“Ye think they care about that? All these people can think about is their empty bellies and their barren harvest. They say that my parents should have had better control of Laura, that they should never have allowed the two of ye to become friends. I have to say, I agree.”
Taryn’s hands shook. It was too much. It was all too much.
James glanced down at her, as if he was truly noticing her presence for the first time since he started this awful tale. He nearly smirked when he saw her weakened stance. She supposed that this was his form of retribution, and it had its desired effect, there could be no doubt about it. Taryn swallowed hard and tried to steady herself, but all she could think about, all she kept seeing, was Laura having to face the Baron on her own.
She had thought that what she needed was the truth. She thought that if she could only understand why James was acting so strangely, that she could convince him to change his ways. Now, it was clear to Taryn that there would be no changing James’ mind. She wouldn’t even try.
“Ye wanted answers and now ye have them,” he bit out. “Allow me to make one more thing clear.”
James stepped forward, closing the gap between the end of the sword and his neck. He didn’t bother to flinch as the tip cut into the thin skin, leaving a trail of bright red blood dripping from it. It was a gruesome sight that shook Taryn to her core. She never thought that she would be one to draw blood from him, yet there she stood, unmoving.
“Ye must kill me and kill me now, Taryn,” James ordered. “Because if ye dinnae, I will never stop coming after ye. I will follow ye, track ye down, nay matter where in the world ye may go. There will never be anywhere far enough away from me to stop me from coming after ye. I will find ye and I will take yeback to the Baron if that is the last thing I do. I will see my sister free, even if I have to fight ye every step of the way.”
With every word he spoke, her heart shattered all the more. Her best friend was imprisoned in a house of horrors; the man she had once thought she loved was giving her an ultimatum between his death or her own, and her entire clan was in ruin because of her own selfishness.
“I will keep coming for ye as long as I live. So escape if ye must, but trust that I will find ye again.”
Tears started to blur Taryn’s vision. The weight of her choices sat so heavily upon her shoulders that she wasn’t sure how she was still standing.
“I will see to it that ye pay for all ye have done to my clan and my family.”
Slowly and then all at once, the tears fell from her eyes. She did nothing to stop them, her desperation for things to be different too consuming to even try. She had been right; James was still a good man. It was only a good man who would go to such lengths to save his sister, to protect his family.
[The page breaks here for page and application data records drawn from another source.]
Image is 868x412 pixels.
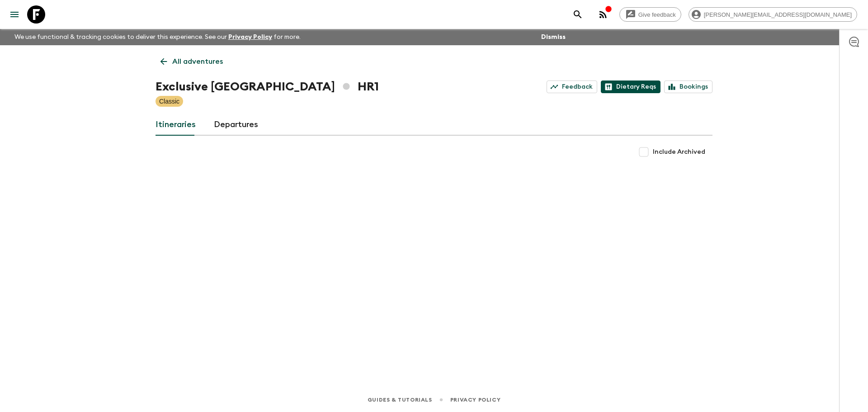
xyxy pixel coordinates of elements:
a: Privacy Policy [450,395,500,404]
a: All adventures [155,53,228,71]
a: Feedback [547,80,597,93]
div: [PERSON_NAME][EMAIL_ADDRESS][DOMAIN_NAME] [688,7,857,22]
button: menu [6,6,24,24]
a: Departures [214,114,258,135]
a: Itineraries [155,114,196,135]
a: Dietary Reqs [601,80,661,93]
span: [PERSON_NAME][EMAIL_ADDRESS][DOMAIN_NAME] [699,11,857,18]
a: Give feedback [620,7,681,22]
button: search adventures [569,6,587,24]
p: Classic [159,96,180,105]
span: Give feedback [633,11,681,18]
button: Dismiss [539,31,568,44]
h1: Exclusive [GEOGRAPHIC_DATA] HR1 [155,78,379,96]
span: Include Archived [653,147,705,156]
a: Bookings [664,80,713,93]
p: All adventures [172,56,223,67]
a: Guides & Tutorials [368,395,432,404]
a: Privacy Policy [228,34,272,40]
p: We use functional & tracking cookies to deliver this experience. See our for more. [11,29,305,45]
She understood him now completely, just as she understood exactly what she needed to do.
Unfurling her fingers, Taryn stumbled back a step or two and let the sword tumble to the ground. The snow dampened the sound of the metal hitting the earth, but from the startled look on James’ face, it might as well have been a canon going off.
“What are ye?—”
“I will nae run, James,” she told him softly, the tears still streaming down her face. “I will nae fight ye. I will nae make ye chase after me. I will nae make anyone else suffer for my mistakes any longer. I am done running.”
Three years of exile, three years of always looking over her shoulder, wondering who was out to get her came to an end right then and there. Taryn was resigned to her future. She knew thatdeath was all that awaited her, she only hoped that she would be able to make it right for her clan, for Laura. She hoped that Sorcha and Aila and the children would one day understand. But even if they didn’t, she was done running.
“I will go with ye willingly. I will give myself over to Baron Dudley. I will do whatever it takes to save Laura.”